"The Illusion of Freedom: Beneath the Shattered Veil of Independence"
Freedom, freedom, freedom...
Who is free? Is it you, or is it me?
Freedom—where shadows of ancient caste chains still shackle the feet of millions, unseen but ever present, binding some to servitude while others walk freely, indifferent to the suffering beneath them.
Freedom—where mobs feed on communal hatred, while blood spilled in the name of faith silently stains our streets.
Freedom—where men become monsters, lurking both in forests and in cities, preying upon the weak, the vulnerable—feeding off the despair of those whom society deems expendable.
Freedom—where the cries of the untouchable remain unheard, silenced by the weight of centuries, where their voices are lost amidst the deafening roar of progress that never truly reaches them.
Freedom, that leaves countless brave souls abandoned in the night, some known, some unknown, but all forgotten as freedom is celebrated.
Freedom, built upon the broken spines of those who stood tall, whose blood paved our roads, yet whose sacrifice is now but a memory.
Freedom, where gods once worshiped for love now rip apart the hearts of their followers in violent spectacles—where love bleeds into blue, green, red, and saffron, shattering the hearts of mothers everywhere.
Freedom, reduced to currency, where the face of Gandhi, imprinted on notes, mocks the very ideals he once stood for—while those who fought for freedom lie buried beneath the weight of their betrayal.
Freedom—where rivers that once nourished our soil, like the Ganga, Sindhu, Kaveri, Narmada, Yamuna, now carry not just water but the weight of our collective guilt. These rivers, once symbols of life and unity, now rush with the blood of division, flowing violently through the fractured veins of a broken nation.
Freedom, for the differently-abled, is an illusion, bound not by chains but by the indifference of a society that refuses to see beyond our disabilities. Freedom is a distant cry as we navigate a country that is not built for us—where simple acts like crossing streets or entering buildings become insurmountable obstacles. In a nation that celebrates its 78th independence, our freedom is stolen by the silence of a society that refuses to break these barriers, leaving us trapped in invisible cages.
How many more empty declarations of freedom must we endure?
How many more Independence Days will pass before this land, heavy with the weight of caste and communalism, can truly rise?
Justice, law, equality—they are nothing but words, as hollow as the promises made over the last seventy-five years, lost in the endless echo of speeches and celebrations.
In this land, where justice is auctioned like a commodity, and the powerful feast on the suffering of the weak, where does freedom truly exist? It is in the silent struggles of those who remain oppressed, in the tears of the downtrodden, in the screams that no one hears.
These unspoken cries are where I find my freedom.
These are my Independence Days—not in celebration, but in mourning for those left behind.
There are millions of eyes, wet with tears that will never dry, and in those tears lie my hopes—as a communist, as a human being. In their pain, I see the truth of this nation.
How many more critiques? How many more interpretations? How many more laws and judgments?
How many more years must pass before a woman, regardless of her caste or faith, can walk freely in this land without fear—without being preyed upon, stabbed, or silenced by the decay of politics and religion?
How many more years until this nation rises, not in slogans, but in true dignity—where caste and communal divides no longer enslave us?
If the saffron that has replaced our tricolor hasn’t strangled you yet, if the walls of caste, religion, and division haven’t crushed your soul, if your children haven’t been raised to hate in the name of faith—
If I survive until the next August 15th, let us meet again at the crossroads of this so-called freedom.
And in the ever-shifting sands of this chaotic freedom, we will ask ourselves—have we betrayed our own people? Or have we allowed a false freedom to become our truth, blind to the suffering it perpetuates?
This is not freedom.
This is the lie we have built, brick by brick, on the foundations of oppression, caste, and communalism—wrapped in the illusion of independence while the chains of division grow tighter.
But if I am still here next year, we will stand again, together, at the altar of this fractured freedom.
And then, we must ask—have we failed ourselves? Or is this the broken freedom we have allowed to take root, blind to the suffering it perpetuates?
Until we shatter these chains of division, our freedom will remain incomplete. As Dr. B.R. Ambedkar once said:
"Freedom of mind is the real freedom. A man whose mind is not free, though he may not be in chains, is a slave, not a free man."
Jai Hind.
- ✍️ Athul Krishna
This is what I wrote for last year’s Independence Day. Another year has passed, and still, nothing has changed.
I write again today, not from hope, but from a deeper fear—what if, this year, we are celebrating a freedom that no longer exists, a freedom we’ve lost in the shadow of caste, creed, and communalism?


— WHAT IS EXPECTED —
Each line of the listing must be set down exactly as it stands.

— TASK DATA —
○ ○ ○ ○ ○ ○ ○

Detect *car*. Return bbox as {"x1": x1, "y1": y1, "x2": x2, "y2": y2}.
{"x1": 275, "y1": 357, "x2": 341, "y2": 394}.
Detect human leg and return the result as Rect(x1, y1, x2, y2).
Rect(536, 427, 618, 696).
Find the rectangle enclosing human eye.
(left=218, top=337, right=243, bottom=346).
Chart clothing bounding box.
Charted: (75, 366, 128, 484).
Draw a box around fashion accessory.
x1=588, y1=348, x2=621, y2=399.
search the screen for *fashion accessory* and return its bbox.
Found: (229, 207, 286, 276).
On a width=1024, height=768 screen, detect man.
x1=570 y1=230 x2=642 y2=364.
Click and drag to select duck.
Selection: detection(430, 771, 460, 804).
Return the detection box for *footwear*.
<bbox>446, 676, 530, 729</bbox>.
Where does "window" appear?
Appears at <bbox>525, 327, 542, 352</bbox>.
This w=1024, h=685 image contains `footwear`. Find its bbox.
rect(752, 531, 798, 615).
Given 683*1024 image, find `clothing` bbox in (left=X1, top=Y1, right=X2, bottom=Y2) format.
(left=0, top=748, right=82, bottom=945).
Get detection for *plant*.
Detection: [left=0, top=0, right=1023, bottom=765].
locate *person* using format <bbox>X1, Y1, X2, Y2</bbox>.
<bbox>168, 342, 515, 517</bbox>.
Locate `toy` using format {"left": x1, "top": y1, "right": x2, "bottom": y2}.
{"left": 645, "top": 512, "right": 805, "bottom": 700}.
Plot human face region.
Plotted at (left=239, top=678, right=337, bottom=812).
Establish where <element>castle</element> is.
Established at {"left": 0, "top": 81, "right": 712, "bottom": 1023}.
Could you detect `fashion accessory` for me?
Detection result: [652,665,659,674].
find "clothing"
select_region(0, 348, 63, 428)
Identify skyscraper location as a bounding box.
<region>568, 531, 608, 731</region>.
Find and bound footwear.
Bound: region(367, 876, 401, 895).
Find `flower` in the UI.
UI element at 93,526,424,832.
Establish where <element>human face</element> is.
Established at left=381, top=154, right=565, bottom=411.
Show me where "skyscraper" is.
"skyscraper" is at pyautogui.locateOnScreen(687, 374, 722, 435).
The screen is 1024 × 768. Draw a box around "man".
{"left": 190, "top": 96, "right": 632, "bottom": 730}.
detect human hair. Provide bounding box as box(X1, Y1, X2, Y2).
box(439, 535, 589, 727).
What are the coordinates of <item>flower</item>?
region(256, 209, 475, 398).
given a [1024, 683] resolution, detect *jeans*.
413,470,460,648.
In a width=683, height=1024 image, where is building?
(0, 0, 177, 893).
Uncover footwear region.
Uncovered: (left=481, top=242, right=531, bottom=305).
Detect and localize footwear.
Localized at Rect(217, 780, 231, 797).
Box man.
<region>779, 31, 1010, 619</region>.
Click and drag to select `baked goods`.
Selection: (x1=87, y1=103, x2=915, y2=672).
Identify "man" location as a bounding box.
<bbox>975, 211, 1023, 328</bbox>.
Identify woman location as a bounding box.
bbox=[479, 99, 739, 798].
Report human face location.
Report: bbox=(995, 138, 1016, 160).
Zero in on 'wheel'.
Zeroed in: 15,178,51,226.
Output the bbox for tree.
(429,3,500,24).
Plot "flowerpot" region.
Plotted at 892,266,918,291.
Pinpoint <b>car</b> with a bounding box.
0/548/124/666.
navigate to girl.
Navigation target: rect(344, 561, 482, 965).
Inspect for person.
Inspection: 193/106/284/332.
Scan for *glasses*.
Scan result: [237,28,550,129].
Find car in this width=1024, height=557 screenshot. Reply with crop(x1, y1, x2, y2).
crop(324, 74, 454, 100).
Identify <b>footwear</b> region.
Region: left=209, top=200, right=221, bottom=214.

○ ○ ○ ○ ○ ○ ○

— RESPONSE FOR THIS EXERCISE —
Detect *car*. Return bbox as {"x1": x1, "y1": y1, "x2": x2, "y2": y2}.
{"x1": 275, "y1": 357, "x2": 341, "y2": 394}.
Detect human leg and return the result as Rect(x1, y1, x2, y2).
Rect(536, 427, 618, 696).
Find the rectangle enclosing human eye.
(left=218, top=337, right=243, bottom=346).
Chart clothing bounding box.
Charted: (75, 366, 128, 484).
Draw a box around fashion accessory.
x1=588, y1=348, x2=621, y2=399.
search the screen for *fashion accessory* and return its bbox.
Found: (229, 207, 286, 276).
On a width=1024, height=768 screen, detect man.
x1=570 y1=230 x2=642 y2=364.
Click and drag to select duck.
Selection: detection(430, 771, 460, 804).
Return the detection box for *footwear*.
<bbox>446, 676, 530, 729</bbox>.
Where does "window" appear?
Appears at <bbox>525, 327, 542, 352</bbox>.
This w=1024, h=685 image contains `footwear`. Find its bbox.
rect(752, 531, 798, 615).
Given 683*1024 image, find `clothing` bbox in (left=X1, top=Y1, right=X2, bottom=Y2) format.
(left=0, top=748, right=82, bottom=945).
Get detection for *plant*.
Detection: [left=0, top=0, right=1023, bottom=765].
locate *person* using format <bbox>X1, Y1, X2, Y2</bbox>.
<bbox>168, 342, 515, 517</bbox>.
Locate `toy` using format {"left": x1, "top": y1, "right": x2, "bottom": y2}.
{"left": 645, "top": 512, "right": 805, "bottom": 700}.
Plot human face region.
Plotted at (left=239, top=678, right=337, bottom=812).
Establish where <element>castle</element> is.
Established at {"left": 0, "top": 81, "right": 712, "bottom": 1023}.
Could you detect `fashion accessory` for me?
Detection result: [652,665,659,674].
find "clothing"
select_region(0, 348, 63, 428)
Identify skyscraper location as a bounding box.
<region>568, 531, 608, 731</region>.
Find and bound footwear.
Bound: region(367, 876, 401, 895).
Find `flower` in the UI.
UI element at 93,526,424,832.
Establish where <element>human face</element> is.
Established at left=381, top=154, right=565, bottom=411.
Show me where "skyscraper" is.
"skyscraper" is at pyautogui.locateOnScreen(687, 374, 722, 435).
The screen is 1024 × 768. Draw a box around "man".
{"left": 190, "top": 96, "right": 632, "bottom": 730}.
detect human hair. Provide bounding box as box(X1, Y1, X2, Y2).
box(439, 535, 589, 727).
What are the coordinates of <item>flower</item>?
region(256, 209, 475, 398).
given a [1024, 683] resolution, detect *jeans*.
413,470,460,648.
In a width=683, height=1024 image, where is building?
(0, 0, 177, 893).
Uncover footwear region.
Uncovered: (left=481, top=242, right=531, bottom=305).
Detect and localize footwear.
Localized at Rect(217, 780, 231, 797).
Box man.
<region>779, 31, 1010, 619</region>.
Click and drag to select `baked goods`.
Selection: (x1=87, y1=103, x2=915, y2=672).
Identify "man" location as a bounding box.
<bbox>975, 211, 1023, 328</bbox>.
Identify woman location as a bounding box.
bbox=[479, 99, 739, 798].
Report human face location.
Report: bbox=(995, 138, 1016, 160).
Zero in on 'wheel'.
Zeroed in: 15,178,51,226.
Output the bbox for tree.
(429,3,500,24).
Plot "flowerpot" region.
Plotted at 892,266,918,291.
Pinpoint <b>car</b> with a bounding box.
0/548/124/666.
navigate to girl.
Navigation target: rect(344, 561, 482, 965).
Inspect for person.
Inspection: 193/106/284/332.
Scan for *glasses*.
Scan result: [237,28,550,129].
Find car in this width=1024, height=557 screenshot. Reply with crop(x1, y1, x2, y2).
crop(324, 74, 454, 100).
Identify <b>footwear</b> region.
Region: left=209, top=200, right=221, bottom=214.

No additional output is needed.